Global Automotive OEM | STAR
Last-Mile Prescription Delivery Services
Insight and Foresight | Use Cases and Scenarios | HMI & UX Principles
Background
A global automotive OEM asked whether its vehicle and logistics expertise could open a path into the US last-mile prescription-delivery market.
Several different business models were plausible, from a partnership with an existing e-pharmacy platform, to becoming a full consumer e-pharmacy, each with its own customers, risk, and capability demands.
Prescription delivery means healthcare regulation, patient trust, and logistics precision in an already dense, costly market. Choosing the wrong model meant over-investing in ground the OEM didn't own, so it needed an evidence-based way to decide where to focus.
Solution
The evaluation began with three mutually exclusive go-to-market scenarios, each defining a distinct role for the OEM through a unique value proposition and business model. These scenarios were scored using a forced-ranking framework that assessed market size, product-market fit, competitive advantage, execution effort, and risk.
This foundation enabled the team to identify two clear paths forward. To further refine these options, we unpacked the supporting service and business models, mapped out the necessary technical infrastructure, and identified specific vehicle modification requirements. Additionally, to address the client's need for both a short- and long-term view, the analysis contrasts how these services operate today using manned vehicles versus how they will evolve with fully autonomous, unmanned vehicles.
Impact
The engagement delivered a comprehensive map of the last-mile prescription delivery landscape, outlining viable market entry points alongside their respective trade-offs, risks, and potential. Crucially, it defined the strategic role the OEM could play within an ecosystem of pharmacy and delivery partners.
Rather than prescribing a single solution, this framework provided leadership with the strategic oversight required to make informed decisions on their own terms: where to play, how to prioritize, and where to focus investment. Every recommendation was anchored in validated concepts, a like-for-like comparison of the options, and concrete vehicle requirements derived from real-world user testing.
My Role
I guided the strategic direction of the project by leading and mentoring a team of strategists and designers, whilst providing hands-on support by leading key activities and producing deliverable materials. Additionally, I orchestrated a cross-functional team that integrated clinical experts and solution architects to ensure seamless execution of the project deliverables.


§ WHAT TO PRODUCE: Working through the entries below, find how many lines include "noise", then write only that number.

§ TASK INPUT:
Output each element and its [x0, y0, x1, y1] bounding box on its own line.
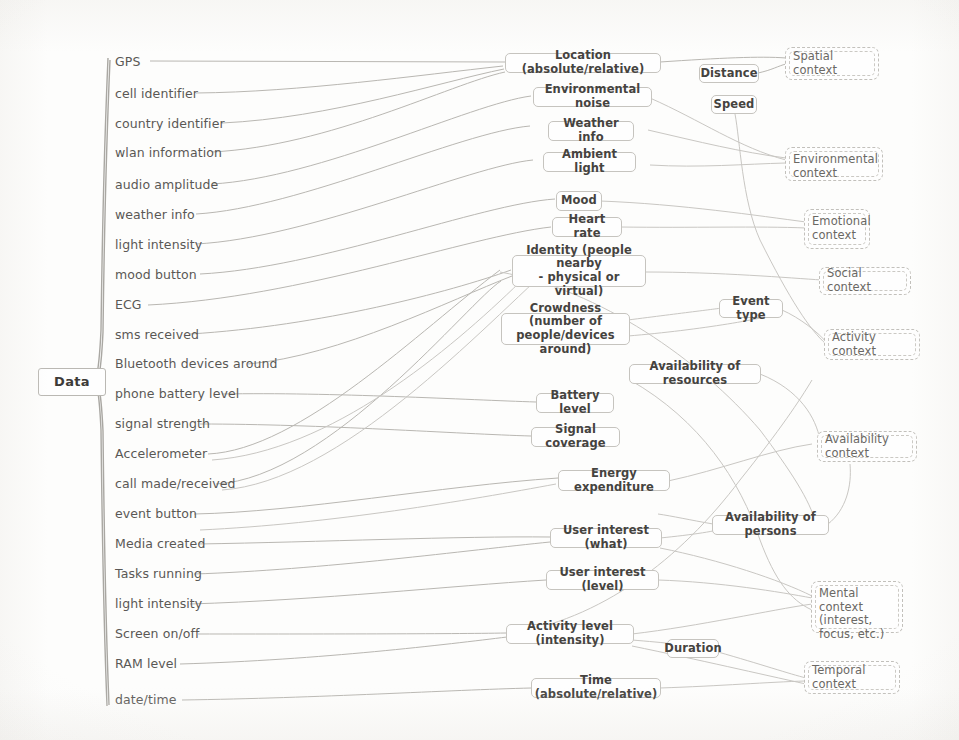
source-text: Media created	[115, 537, 205, 552]
feature-label: User interest (what)	[557, 524, 655, 551]
context-label: Social context	[827, 267, 903, 294]
feature-label: Ambient light	[550, 148, 629, 175]
source-label-phone-battery-level: phone battery level	[115, 386, 275, 402]
context-label-line1: Mental context	[819, 587, 895, 614]
feature-label: Speed	[714, 98, 755, 112]
feature-mood: Mood	[556, 191, 602, 211]
source-text: call made/received	[115, 477, 236, 492]
source-label-mood-button: mood button	[115, 267, 255, 283]
feature-label-line1: Identity (people nearby	[519, 244, 639, 271]
diagram-canvas: Data GPS cell identifier country identif…	[0, 0, 959, 740]
feature-label-line2: people/devices around)	[508, 329, 623, 356]
source-label-ram-level: RAM level	[115, 656, 255, 672]
source-label-date-time: date/time	[115, 692, 255, 708]
source-text: Accelerometer	[115, 447, 207, 462]
source-text: Screen on/off	[115, 627, 199, 642]
source-label-signal-strength: signal strength	[115, 416, 265, 432]
feature-availability-of-persons: Availability of persons	[712, 515, 829, 535]
source-text: Tasks running	[115, 567, 202, 582]
source-label-gps: GPS	[115, 54, 245, 70]
feature-event-type: Event type	[719, 299, 783, 318]
context-label-line2: context	[812, 229, 856, 243]
source-text: mood button	[115, 268, 197, 283]
feature-signal-coverage: Signal coverage	[531, 427, 620, 447]
feature-time: Time (absolute/relative)	[531, 678, 661, 698]
source-text: light intensity	[115, 238, 202, 253]
source-label-call-made-received: call made/received	[115, 476, 275, 492]
feature-label: Event type	[726, 295, 776, 322]
source-text: cell identifier	[115, 87, 198, 102]
feature-label: Distance	[700, 67, 757, 81]
feature-label: Heart rate	[559, 213, 615, 240]
source-text: wlan information	[115, 146, 222, 161]
feature-label: Time (absolute/relative)	[535, 674, 658, 701]
feature-heart-rate: Heart rate	[552, 217, 622, 237]
feature-user-interest-level: User interest (level)	[546, 570, 659, 590]
root-node-data: Data	[38, 368, 106, 396]
feature-label: User interest (level)	[553, 566, 652, 593]
source-text: weather info	[115, 208, 195, 223]
feature-label-line2: - physical or virtual)	[519, 271, 639, 298]
source-text: sms received	[115, 328, 199, 343]
context-label: Temporal context	[812, 664, 892, 691]
feature-label: Availability of persons	[719, 511, 822, 538]
source-text: RAM level	[115, 657, 177, 672]
context-label-line2: context	[793, 167, 837, 181]
source-label-media-created: Media created	[115, 536, 255, 552]
context-label: Spatial context	[793, 50, 871, 77]
feature-label: Location (absolute/relative)	[512, 49, 654, 76]
context-label-line2: (interest,	[819, 614, 872, 628]
feature-identity: Identity (people nearby - physical or vi…	[512, 255, 646, 287]
source-text: Bluetooth devices around	[115, 357, 278, 372]
feature-label: Signal coverage	[538, 423, 613, 450]
feature-label: Battery level	[543, 389, 607, 416]
feature-distance: Distance	[699, 64, 759, 83]
context-label: Activity context	[832, 331, 912, 358]
feature-label: Energy expenditure	[565, 467, 663, 494]
feature-label: Activity level (intensity)	[513, 620, 627, 647]
feature-battery-level: Battery level	[536, 393, 614, 413]
feature-environmental-noise: Environmental noise	[533, 87, 652, 107]
context-environmental: Environmental context	[785, 147, 883, 181]
source-label-light-intensity: light intensity	[115, 237, 255, 253]
source-text: ECG	[115, 298, 142, 313]
source-label-sms-received: sms received	[115, 327, 255, 343]
source-text: signal strength	[115, 417, 210, 432]
context-label-line1: Environmental	[793, 153, 878, 167]
feature-activity-level: Activity level (intensity)	[506, 624, 634, 644]
source-text: event button	[115, 507, 197, 522]
context-mental: Mental context (interest, focus, etc.)	[811, 581, 903, 633]
feature-label: Environmental noise	[540, 83, 645, 110]
feature-weather-info: Weather info	[548, 121, 634, 141]
feature-label: Duration	[664, 642, 722, 656]
source-label-weather-info: weather info	[115, 207, 255, 223]
feature-crowdness: Crowdness (number of people/devices arou…	[501, 313, 630, 345]
feature-energy-expenditure: Energy expenditure	[558, 470, 670, 491]
source-label-cell-identifier: cell identifier	[115, 86, 255, 102]
feature-speed: Speed	[711, 95, 757, 114]
context-spatial: Spatial context	[785, 47, 879, 80]
feature-user-interest-what: User interest (what)	[550, 528, 662, 548]
feature-duration: Duration	[667, 639, 719, 658]
source-label-audio-amplitude: audio amplitude	[115, 177, 265, 193]
source-label-screen-on-off: Screen on/off	[115, 626, 255, 642]
source-label-tasks-running: Tasks running	[115, 566, 255, 582]
feature-label: Weather info	[555, 117, 627, 144]
source-label-wlan-information: wlan information	[115, 145, 265, 161]
context-emotional: Emotional context	[804, 209, 870, 249]
source-label-accelerometer: Accelerometer	[115, 446, 265, 462]
feature-ambient-light: Ambient light	[543, 152, 636, 172]
feature-location: Location (absolute/relative)	[505, 53, 661, 73]
context-activity: Activity context	[824, 329, 920, 360]
context-availability: Availability context	[817, 431, 917, 462]
feature-label: Availability of resources	[636, 360, 754, 387]
root-label: Data	[54, 374, 90, 389]
context-social: Social context	[819, 267, 911, 295]
source-label-bluetooth-devices-around: Bluetooth devices around	[115, 356, 295, 372]
source-text: GPS	[115, 55, 140, 70]
feature-label: Mood	[561, 194, 597, 208]
context-label: Availability context	[825, 433, 909, 460]
context-temporal: Temporal context	[804, 661, 900, 694]
source-text: date/time	[115, 693, 177, 708]
source-text: light intensity	[115, 597, 202, 612]
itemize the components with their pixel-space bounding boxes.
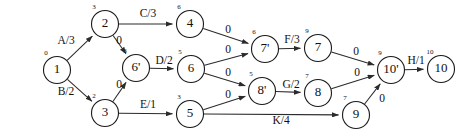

§ EXERCISE SOLUTION: 2